Jaime Pizarro, who heads the subsidiary, says that after a year and a half of using the Palm Pilot, Banestado Microempresas decided to change its technology. The problem lay in the fact that the Palm Pilot requires special software for each operation, and developing that software would take time and money. Furthermore, any change in the head office’s centralized credit administration system meant new software.
“Instead of developing new software for the Palm each time, we decided to seek out a technology that would enable us to transfer information from the central servers to the mobile device that we would be using in the field,” explains Pizarro. “We created a data transmission system that is accessible with a laptop computer using a Windows-based operating system.” The laptop communicates with the server via modem, using either a fixed line or mobile telephony. It is tantamount to having the central computer system in the laptop, and loan officers can even print loan documents in the field, using remote printing technology.
“We have reduced the cost of our loans by 18 percent,” Pizarro says.
Castello, of ACCION, concedes that replacing Palms with laptops is worth looking into, but says that “Palm Pilots have worked well for us and have reduced our costs.” The initial interface problems were resolved, and the network’s member institutions are adding to the Palm Pilots’ real-time communication capability through the use of wireless technology. “The other advantage of Palm Pilots is that they cost $120, whereas a laptop carries a price tag of $800,” adds Castello. “If you have hundreds of credit officers deployed in the field, it is possible to generate considerable savings.”

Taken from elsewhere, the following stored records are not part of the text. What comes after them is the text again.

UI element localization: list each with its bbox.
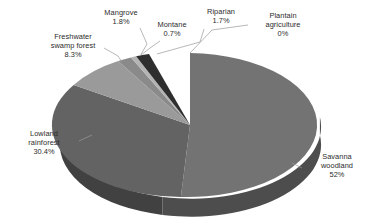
slice-label-lowland-rainforest: Lowland rainforest 30.4%: [10, 129, 78, 156]
pie-chart-figure: Mangrove 1.8% Montane 0.7% Riparian 1.7%…: [0, 0, 380, 218]
slice-label-montane-percent: 0.7%: [150, 29, 194, 38]
slice-label-lowland-rainforest-name-line1: Lowland: [10, 129, 78, 138]
slice-label-lowland-rainforest-name-line2: rainforest: [10, 138, 78, 147]
slice-label-riparian-name: Riparian: [196, 7, 246, 16]
leader-line-plantain-agriculture: [190, 25, 248, 53]
slice-label-plantain-agriculture-name-line1: Plantain: [252, 11, 314, 20]
slice-label-savanna-woodland-percent: 52%: [304, 170, 370, 179]
slice-label-lowland-rainforest-percent: 30.4%: [10, 147, 78, 156]
slice-label-plantain-agriculture-percent: 0%: [252, 29, 314, 38]
slice-label-plantain-agriculture: Plantain agriculture 0%: [252, 11, 314, 38]
slice-label-mangrove: Mangrove 1.8%: [96, 8, 146, 26]
pie-top-surface: [52, 53, 317, 197]
slice-label-riparian: Riparian 1.7%: [196, 7, 246, 25]
slice-label-savanna-woodland-name-line2: woodland: [304, 161, 370, 170]
slice-label-freshwater-swamp-forest-percent: 8.3%: [36, 50, 110, 59]
slice-label-savanna-woodland: Savanna woodland 52%: [304, 152, 370, 179]
slice-label-mangrove-percent: 1.8%: [96, 17, 146, 26]
slice-label-montane: Montane 0.7%: [150, 20, 194, 38]
slice-label-freshwater-swamp-forest-name-line1: Freshwater: [36, 32, 110, 41]
slice-label-savanna-woodland-name-line1: Savanna: [304, 152, 370, 161]
leader-line-montane: [141, 41, 160, 55]
slice-label-freshwater-swamp-forest: Freshwater swamp forest 8.3%: [36, 32, 110, 59]
slice-label-freshwater-swamp-forest-name-line2: swamp forest: [36, 41, 110, 50]
slice-label-riparian-percent: 1.7%: [196, 16, 246, 25]
leader-line-mangrove: [140, 28, 147, 56]
slice-label-plantain-agriculture-name-line2: agriculture: [252, 20, 314, 29]
slice-label-mangrove-name: Mangrove: [96, 8, 146, 17]
slice-label-montane-name: Montane: [150, 20, 194, 29]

Prodem, the Bolivian microfinance institution that developed the smart card with fingerprint recognition, also used Palm Pilot technology for more than a year for its field work, but Prudencio reports that since the introduction of the new system, “now we are flying.” The firm is developing an application that will enable its customers to obtain automatic credit, acting almost like a credit card.
Bingo. Automatic credit with a technologically enabled card would be the easiest way for a microentrepreneur to obtain credit. “Microfinancing in the United States is the credit card,” says consultant Mark Schreiner of Microfinance Risk Management, “and in another 10 years, the same will be true in Latin America.” Does this mean that microfinance institutions may end up becoming credit card managers? Schreiner smiles. “Something like that,” he says.
For Pizarro, the whole issue is crystal-clear. “Technology is the difference between having a profitable and an unprofitable business,” he says. And Vicente Fenoll, general manager of the Mexican micro- finance institution Fincomún, echoes Pizarro’s thoughts with a strong opinion of his own. “Palm Pilots and cell phones are no longer working tools,” he says. “Rather, they have become prosthetic devices.”